David Remnick writes in The New Yorker ---
Twenty-three years after the Ayatollah Ruhollah Khomeini issued his death warrant on Salman Rushdie and forced on the novelist a decade of hellish seclusion, Rushdie is publishing this week a brilliant memoir of those years of endurance, called “Joseph Anton.” (Rushdie’s security detail asked that he devise an alias and “Joseph Anton”—the first names of Conrad and Chekhov—is what he chose.) Readers of the excerpt from Rushdie’s new book that was published here earlier this month could readily sense the shaming helplessness of his experience and his astonishing capacity to tell the story straight. There is in the memoir a kind of absolute honesty, a willingness to pass clear-eyed judgment on everyone involved—including, most ruthlessly, himself. “Joseph Anton,” which is written in a deliberately distancing, yet scrupulously accurate, third-person voice, is, in its way, as important a book as “Midnight’s Children,” the novel that gave birth to the Rushdie phenomenon, in 1981.
Read an excerpt from the memoir here. Several reviews of Joseph Anton are already flooding media outlets. Some of them are below.
The humiliations, the parties, the failures of analysis -- Pankaj Mishra's review of Salman Rushdie's memoir in The Guardian here.
NPR reports on Rushdie and Joseph Anton here.
A great piece that sums it all up titled, "11 Revelations From Salman Rushdie’s Memoir, ‘Joseph Anton" was published in The Daily Beast.
The WSJ review "Life in the Fatwa's Shadow" is here.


INSTRUCTIONS FOR THE TASK: Transcribe the records below. Leave every line exactly as written.

*** Opening SUPPLIED RECORDS ***

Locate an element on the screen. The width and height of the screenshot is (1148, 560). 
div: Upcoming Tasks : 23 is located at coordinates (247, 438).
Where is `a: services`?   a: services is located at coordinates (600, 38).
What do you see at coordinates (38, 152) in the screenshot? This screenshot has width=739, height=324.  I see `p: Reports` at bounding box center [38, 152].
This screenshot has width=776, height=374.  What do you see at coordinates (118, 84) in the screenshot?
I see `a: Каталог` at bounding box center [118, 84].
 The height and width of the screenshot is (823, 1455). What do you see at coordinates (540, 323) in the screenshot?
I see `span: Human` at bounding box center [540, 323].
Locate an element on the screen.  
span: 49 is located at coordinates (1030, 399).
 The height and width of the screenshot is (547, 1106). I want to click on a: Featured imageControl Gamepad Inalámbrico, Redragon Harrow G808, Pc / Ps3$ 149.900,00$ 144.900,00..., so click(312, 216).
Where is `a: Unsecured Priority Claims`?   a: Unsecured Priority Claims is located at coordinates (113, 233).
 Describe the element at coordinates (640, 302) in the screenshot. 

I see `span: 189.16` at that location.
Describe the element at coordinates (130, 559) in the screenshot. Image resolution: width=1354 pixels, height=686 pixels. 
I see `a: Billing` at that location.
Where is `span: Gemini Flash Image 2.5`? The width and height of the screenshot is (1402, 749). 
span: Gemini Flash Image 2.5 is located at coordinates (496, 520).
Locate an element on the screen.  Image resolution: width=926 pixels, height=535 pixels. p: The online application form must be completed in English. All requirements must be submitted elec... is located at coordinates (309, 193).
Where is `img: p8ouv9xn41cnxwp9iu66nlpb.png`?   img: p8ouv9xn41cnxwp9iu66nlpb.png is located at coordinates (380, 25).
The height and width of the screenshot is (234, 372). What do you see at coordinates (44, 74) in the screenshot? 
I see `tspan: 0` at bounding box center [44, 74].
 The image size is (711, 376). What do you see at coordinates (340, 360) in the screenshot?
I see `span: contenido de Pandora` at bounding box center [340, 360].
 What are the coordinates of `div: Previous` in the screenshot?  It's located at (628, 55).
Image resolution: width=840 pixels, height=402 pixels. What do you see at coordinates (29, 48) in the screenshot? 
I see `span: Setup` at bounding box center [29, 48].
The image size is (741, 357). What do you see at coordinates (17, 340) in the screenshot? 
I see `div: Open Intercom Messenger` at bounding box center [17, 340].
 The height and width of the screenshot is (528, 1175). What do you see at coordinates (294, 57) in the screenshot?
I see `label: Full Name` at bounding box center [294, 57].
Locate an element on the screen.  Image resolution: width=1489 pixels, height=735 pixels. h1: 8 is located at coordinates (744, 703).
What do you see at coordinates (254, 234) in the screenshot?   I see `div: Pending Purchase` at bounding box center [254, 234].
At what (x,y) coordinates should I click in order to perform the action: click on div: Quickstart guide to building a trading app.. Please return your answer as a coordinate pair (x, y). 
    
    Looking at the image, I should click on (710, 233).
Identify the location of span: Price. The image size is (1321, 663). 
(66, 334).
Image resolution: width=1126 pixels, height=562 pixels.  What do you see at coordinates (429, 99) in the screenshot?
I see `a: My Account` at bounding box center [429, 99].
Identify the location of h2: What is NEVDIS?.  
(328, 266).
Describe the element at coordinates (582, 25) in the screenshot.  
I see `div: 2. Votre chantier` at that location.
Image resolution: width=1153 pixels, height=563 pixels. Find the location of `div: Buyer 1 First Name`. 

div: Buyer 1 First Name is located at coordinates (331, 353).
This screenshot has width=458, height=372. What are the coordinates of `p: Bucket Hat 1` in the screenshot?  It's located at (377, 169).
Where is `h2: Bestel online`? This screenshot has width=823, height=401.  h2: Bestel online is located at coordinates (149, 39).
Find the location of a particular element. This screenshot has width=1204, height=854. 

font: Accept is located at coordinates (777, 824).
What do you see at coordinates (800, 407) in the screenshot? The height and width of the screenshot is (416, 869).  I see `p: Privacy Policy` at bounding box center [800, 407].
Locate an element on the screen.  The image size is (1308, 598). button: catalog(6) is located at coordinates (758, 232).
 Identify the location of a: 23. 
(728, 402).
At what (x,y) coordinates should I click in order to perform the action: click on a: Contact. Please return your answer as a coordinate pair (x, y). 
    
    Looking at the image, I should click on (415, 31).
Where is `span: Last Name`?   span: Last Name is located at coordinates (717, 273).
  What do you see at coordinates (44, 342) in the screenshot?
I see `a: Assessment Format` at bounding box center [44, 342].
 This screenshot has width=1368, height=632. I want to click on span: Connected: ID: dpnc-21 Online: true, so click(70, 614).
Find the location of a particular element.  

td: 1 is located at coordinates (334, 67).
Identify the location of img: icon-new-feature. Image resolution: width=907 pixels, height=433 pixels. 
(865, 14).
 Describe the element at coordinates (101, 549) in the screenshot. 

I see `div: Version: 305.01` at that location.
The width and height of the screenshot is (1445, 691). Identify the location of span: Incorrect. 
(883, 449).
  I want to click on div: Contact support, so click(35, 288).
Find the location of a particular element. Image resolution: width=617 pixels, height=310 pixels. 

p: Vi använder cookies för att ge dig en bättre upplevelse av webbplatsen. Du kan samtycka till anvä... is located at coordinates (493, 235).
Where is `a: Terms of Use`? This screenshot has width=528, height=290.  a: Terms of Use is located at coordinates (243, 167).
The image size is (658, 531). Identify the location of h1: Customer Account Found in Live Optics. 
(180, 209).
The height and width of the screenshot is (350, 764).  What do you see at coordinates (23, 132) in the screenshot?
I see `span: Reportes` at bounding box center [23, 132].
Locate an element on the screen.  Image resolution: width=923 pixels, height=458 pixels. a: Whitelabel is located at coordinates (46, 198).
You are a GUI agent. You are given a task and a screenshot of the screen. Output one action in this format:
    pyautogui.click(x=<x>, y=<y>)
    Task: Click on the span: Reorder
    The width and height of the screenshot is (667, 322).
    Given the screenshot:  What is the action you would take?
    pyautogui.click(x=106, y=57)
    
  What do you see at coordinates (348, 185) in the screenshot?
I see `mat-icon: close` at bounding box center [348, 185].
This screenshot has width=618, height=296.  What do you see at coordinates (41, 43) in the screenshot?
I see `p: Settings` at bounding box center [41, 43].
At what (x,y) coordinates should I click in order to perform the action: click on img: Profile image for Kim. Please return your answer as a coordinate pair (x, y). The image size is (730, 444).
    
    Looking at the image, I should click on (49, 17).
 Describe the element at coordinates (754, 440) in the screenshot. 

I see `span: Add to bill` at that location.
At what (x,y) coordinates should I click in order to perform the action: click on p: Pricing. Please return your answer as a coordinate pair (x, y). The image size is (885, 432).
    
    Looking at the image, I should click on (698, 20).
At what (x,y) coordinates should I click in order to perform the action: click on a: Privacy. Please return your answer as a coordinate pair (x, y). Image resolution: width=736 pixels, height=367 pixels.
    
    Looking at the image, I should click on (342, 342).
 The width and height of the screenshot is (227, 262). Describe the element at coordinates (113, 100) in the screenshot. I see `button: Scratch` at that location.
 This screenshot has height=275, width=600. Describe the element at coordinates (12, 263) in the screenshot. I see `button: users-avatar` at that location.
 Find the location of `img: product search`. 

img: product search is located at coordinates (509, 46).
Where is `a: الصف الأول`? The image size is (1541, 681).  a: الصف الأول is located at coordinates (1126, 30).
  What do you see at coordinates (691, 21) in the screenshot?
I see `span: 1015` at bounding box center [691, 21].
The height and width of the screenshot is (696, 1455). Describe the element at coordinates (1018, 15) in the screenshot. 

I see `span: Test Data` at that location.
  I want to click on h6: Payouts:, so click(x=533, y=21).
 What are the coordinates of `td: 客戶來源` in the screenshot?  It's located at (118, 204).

*** Closing SUPPLIED RECORDS ***

YOUR SOLUTION:
Locate an element on the screen. The width and height of the screenshot is (1148, 560). 
div: Upcoming Tasks : 23 is located at coordinates (247, 438).
Where is `a: services`?   a: services is located at coordinates (600, 38).
What do you see at coordinates (38, 152) in the screenshot? This screenshot has width=739, height=324.  I see `p: Reports` at bounding box center [38, 152].
This screenshot has width=776, height=374.  What do you see at coordinates (118, 84) in the screenshot?
I see `a: Каталог` at bounding box center [118, 84].
 The height and width of the screenshot is (823, 1455). What do you see at coordinates (540, 323) in the screenshot?
I see `span: Human` at bounding box center [540, 323].
Locate an element on the screen.  
span: 49 is located at coordinates (1030, 399).
 The height and width of the screenshot is (547, 1106). I want to click on a: Featured imageControl Gamepad Inalámbrico, Redragon Harrow G808, Pc / Ps3$ 149.900,00$ 144.900,00..., so click(312, 216).
Where is `a: Unsecured Priority Claims`?   a: Unsecured Priority Claims is located at coordinates (113, 233).
 Describe the element at coordinates (640, 302) in the screenshot. 

I see `span: 189.16` at that location.
Describe the element at coordinates (130, 559) in the screenshot. Image resolution: width=1354 pixels, height=686 pixels. 
I see `a: Billing` at that location.
Where is `span: Gemini Flash Image 2.5`? The width and height of the screenshot is (1402, 749). 
span: Gemini Flash Image 2.5 is located at coordinates (496, 520).
Locate an element on the screen.  Image resolution: width=926 pixels, height=535 pixels. p: The online application form must be completed in English. All requirements must be submitted elec... is located at coordinates (309, 193).
Where is `img: p8ouv9xn41cnxwp9iu66nlpb.png`?   img: p8ouv9xn41cnxwp9iu66nlpb.png is located at coordinates (380, 25).
The height and width of the screenshot is (234, 372). What do you see at coordinates (44, 74) in the screenshot? 
I see `tspan: 0` at bounding box center [44, 74].
 The image size is (711, 376). What do you see at coordinates (340, 360) in the screenshot?
I see `span: contenido de Pandora` at bounding box center [340, 360].
 What are the coordinates of `div: Previous` in the screenshot?  It's located at (628, 55).
Image resolution: width=840 pixels, height=402 pixels. What do you see at coordinates (29, 48) in the screenshot? 
I see `span: Setup` at bounding box center [29, 48].
The image size is (741, 357). What do you see at coordinates (17, 340) in the screenshot? 
I see `div: Open Intercom Messenger` at bounding box center [17, 340].
 The height and width of the screenshot is (528, 1175). What do you see at coordinates (294, 57) in the screenshot?
I see `label: Full Name` at bounding box center [294, 57].
Locate an element on the screen.  Image resolution: width=1489 pixels, height=735 pixels. h1: 8 is located at coordinates (744, 703).
What do you see at coordinates (254, 234) in the screenshot?   I see `div: Pending Purchase` at bounding box center [254, 234].
At what (x,y) coordinates should I click in order to perform the action: click on div: Quickstart guide to building a trading app.. Please return your answer as a coordinate pair (x, y). 
    
    Looking at the image, I should click on (710, 233).
Identify the location of span: Price. The image size is (1321, 663). 
(66, 334).
Image resolution: width=1126 pixels, height=562 pixels.  What do you see at coordinates (429, 99) in the screenshot?
I see `a: My Account` at bounding box center [429, 99].
Identify the location of h2: What is NEVDIS?.  
(328, 266).
Describe the element at coordinates (582, 25) in the screenshot.  
I see `div: 2. Votre chantier` at that location.
Image resolution: width=1153 pixels, height=563 pixels. Find the location of `div: Buyer 1 First Name`. 

div: Buyer 1 First Name is located at coordinates (331, 353).
This screenshot has width=458, height=372. What are the coordinates of `p: Bucket Hat 1` in the screenshot?  It's located at (377, 169).
Where is `h2: Bestel online`? This screenshot has width=823, height=401.  h2: Bestel online is located at coordinates (149, 39).
Find the location of a particular element. This screenshot has width=1204, height=854. 

font: Accept is located at coordinates (777, 824).
What do you see at coordinates (800, 407) in the screenshot? The height and width of the screenshot is (416, 869).  I see `p: Privacy Policy` at bounding box center [800, 407].
Locate an element on the screen.  The image size is (1308, 598). button: catalog(6) is located at coordinates (758, 232).
 Identify the location of a: 23. 
(728, 402).
At what (x,y) coordinates should I click in order to perform the action: click on a: Contact. Please return your answer as a coordinate pair (x, y). 
    
    Looking at the image, I should click on (415, 31).
Where is `span: Last Name`?   span: Last Name is located at coordinates (717, 273).
  What do you see at coordinates (44, 342) in the screenshot?
I see `a: Assessment Format` at bounding box center [44, 342].
 This screenshot has width=1368, height=632. I want to click on span: Connected: ID: dpnc-21 Online: true, so click(70, 614).
Find the location of a particular element.  

td: 1 is located at coordinates (334, 67).
Identify the location of img: icon-new-feature. Image resolution: width=907 pixels, height=433 pixels. 
(865, 14).
 Describe the element at coordinates (101, 549) in the screenshot. 

I see `div: Version: 305.01` at that location.
The width and height of the screenshot is (1445, 691). Identify the location of span: Incorrect. 
(883, 449).
  I want to click on div: Contact support, so click(35, 288).
Find the location of a particular element. Image resolution: width=617 pixels, height=310 pixels. 

p: Vi använder cookies för att ge dig en bättre upplevelse av webbplatsen. Du kan samtycka till anvä... is located at coordinates (493, 235).
Where is `a: Terms of Use`? This screenshot has width=528, height=290.  a: Terms of Use is located at coordinates (243, 167).
The image size is (658, 531). Identify the location of h1: Customer Account Found in Live Optics. 
(180, 209).
The height and width of the screenshot is (350, 764).  What do you see at coordinates (23, 132) in the screenshot?
I see `span: Reportes` at bounding box center [23, 132].
Locate an element on the screen.  Image resolution: width=923 pixels, height=458 pixels. a: Whitelabel is located at coordinates (46, 198).
You are a GUI agent. You are given a task and a screenshot of the screen. Output one action in this format:
    pyautogui.click(x=<x>, y=<y>)
    Task: Click on the span: Reorder
    The width and height of the screenshot is (667, 322).
    Given the screenshot:  What is the action you would take?
    pyautogui.click(x=106, y=57)
    
  What do you see at coordinates (348, 185) in the screenshot?
I see `mat-icon: close` at bounding box center [348, 185].
This screenshot has width=618, height=296.  What do you see at coordinates (41, 43) in the screenshot?
I see `p: Settings` at bounding box center [41, 43].
At what (x,y) coordinates should I click in order to perform the action: click on img: Profile image for Kim. Please return your answer as a coordinate pair (x, y). The image size is (730, 444).
    
    Looking at the image, I should click on (49, 17).
 Describe the element at coordinates (754, 440) in the screenshot. 

I see `span: Add to bill` at that location.
At what (x,y) coordinates should I click in order to perform the action: click on p: Pricing. Please return your answer as a coordinate pair (x, y). The image size is (885, 432).
    
    Looking at the image, I should click on (698, 20).
At what (x,y) coordinates should I click in order to perform the action: click on a: Privacy. Please return your answer as a coordinate pair (x, y). Image resolution: width=736 pixels, height=367 pixels.
    
    Looking at the image, I should click on (342, 342).
 The width and height of the screenshot is (227, 262). Describe the element at coordinates (113, 100) in the screenshot. I see `button: Scratch` at that location.
 This screenshot has height=275, width=600. Describe the element at coordinates (12, 263) in the screenshot. I see `button: users-avatar` at that location.
 Find the location of `img: product search`. 

img: product search is located at coordinates (509, 46).
Where is `a: الصف الأول`? The image size is (1541, 681).  a: الصف الأول is located at coordinates (1126, 30).
  What do you see at coordinates (691, 21) in the screenshot?
I see `span: 1015` at bounding box center [691, 21].
The height and width of the screenshot is (696, 1455). Describe the element at coordinates (1018, 15) in the screenshot. 

I see `span: Test Data` at that location.
  I want to click on h6: Payouts:, so click(x=533, y=21).
 What are the coordinates of `td: 客戶來源` in the screenshot?  It's located at (118, 204).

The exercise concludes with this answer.